Online terms and conditions- are they so big they are unenforceable?

As many online companies’ terms and conditions are now being bigger than Shakespeare’s Hamlet- could it be that “unfair” clauses in agreements are unenforecable?
The issue of companies’ online terms and conditions have been in the news in recent years.

In December of last year Facebook’s photo sharing site Instagram updated its privacy policy giving it the right to sell users’ photos to advertisers without notification or recourse. Three days later, after a public backlash, the policy was dropped, citing “not communicating clearly”.

A month later the number of people using the site was believed to have dropped by nearly 50%.

Yet companies continue to test the boundaries of what consumers are willing to accept.

“Apple reserves the right at any time to modify this agreement and to impose new or additional terms,” the iTunes terms of service says.

But most people probably will not have read that when signing up to iTunes.

It gives companies the right to change anything agreed to in the initial agreement and by continuing to use the service, users agree without giving specific consent.
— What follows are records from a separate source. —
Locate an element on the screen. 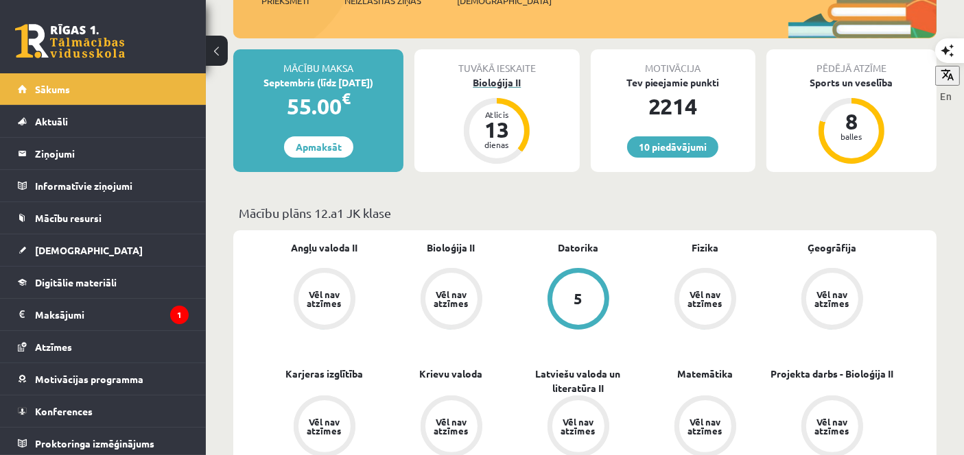 Image resolution: width=964 pixels, height=455 pixels. span: Atzīmes is located at coordinates (54, 347).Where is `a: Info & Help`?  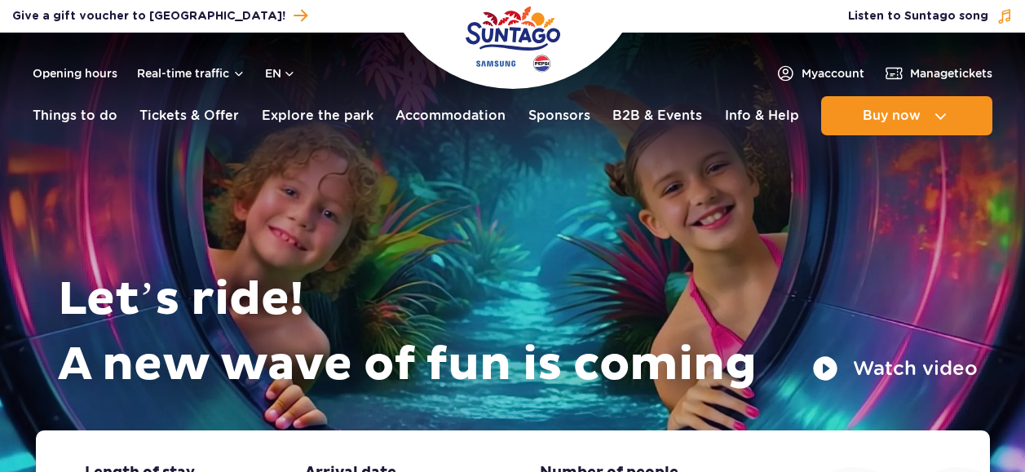 a: Info & Help is located at coordinates (762, 116).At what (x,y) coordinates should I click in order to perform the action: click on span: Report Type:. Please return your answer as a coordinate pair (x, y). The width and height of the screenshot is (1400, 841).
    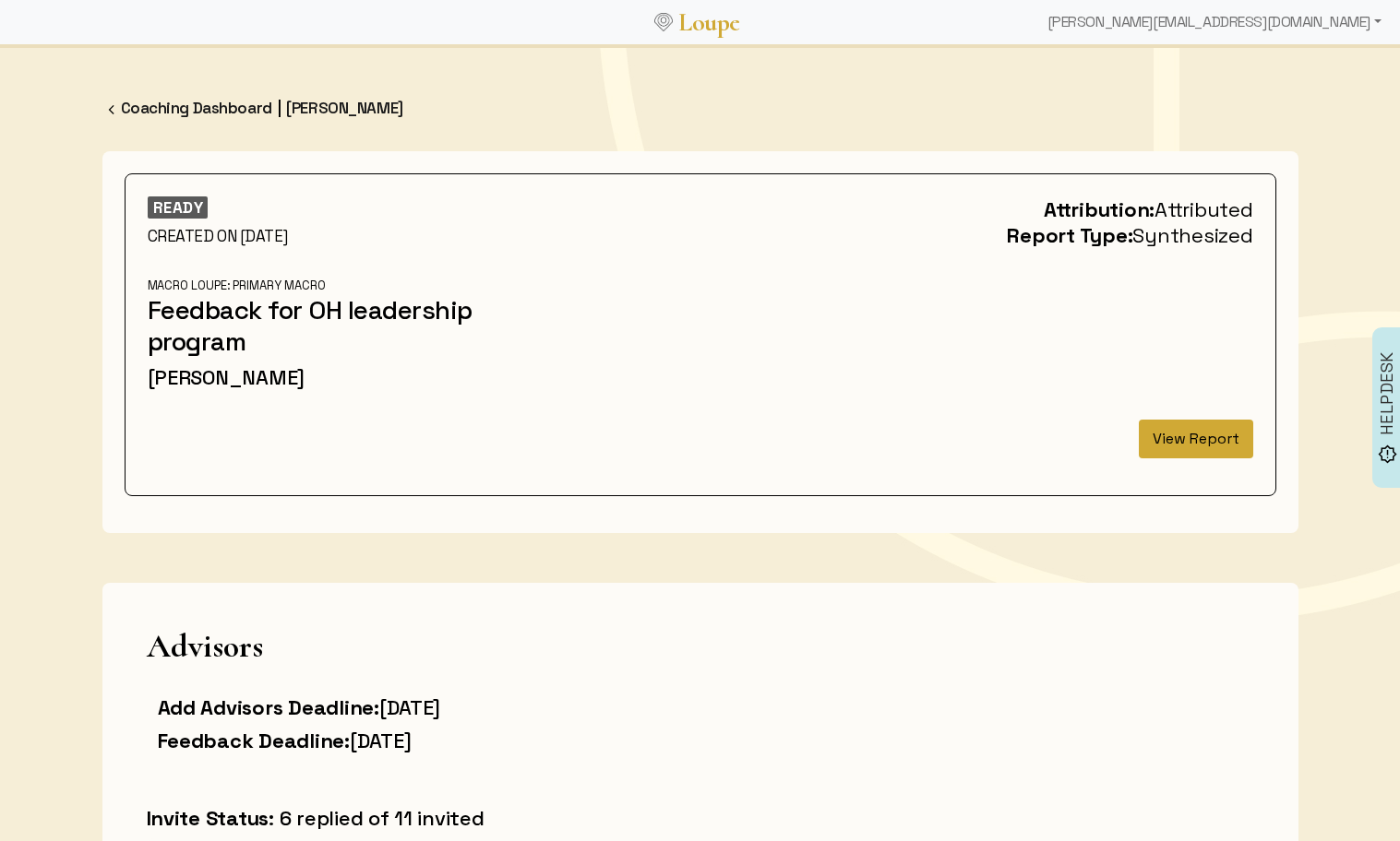
    Looking at the image, I should click on (1070, 235).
“We see it in Microsoft, Netflix, Apple,” says Jimm Stout, of the site Terms of Service; Didn’t Read (ToS;DR).

“They don’t have to tell you, they may tell you but they may not. Just continuing to use the service is complying with that contract,” he adds.

ToS;DR has been set-up to “fix the biggest lie on the internet,” where people tick a box to say they have read things they have signed up for.

It is perhaps not surprising consumers do not read every terms of service agreement they sign up to.

Shakespeare’s longest play, Hamlet, is around 30,000 words long yet Paypal’s terms of service agreement contains approximately 50,000 words.

Apple iTunes’ conditions come in at a mere 14,500 words, just under the length of Macbeth.

If you were to read all the policies that you agreed to online, you would have to take 76 work days just to finish reading through the policies you agreed to,.

But it could be that, in Europe at least, these sort of clauses may not hold much weight if they ever went to court.

Many companies carry this sort of clause in their terms of service, and it is believed to be valid in the US legal system. But if it is illegal under European law, why are companies which operate here trying to retain the right to do whatever they wish?

The saving grace could be that companies are less likely to be able to enforce rules that are not “fair” if the person using the site is not made aware of them specifically in the first place.

Plus it will take a very brave- and a very rich person to take on the companies to prove the point in a court of law.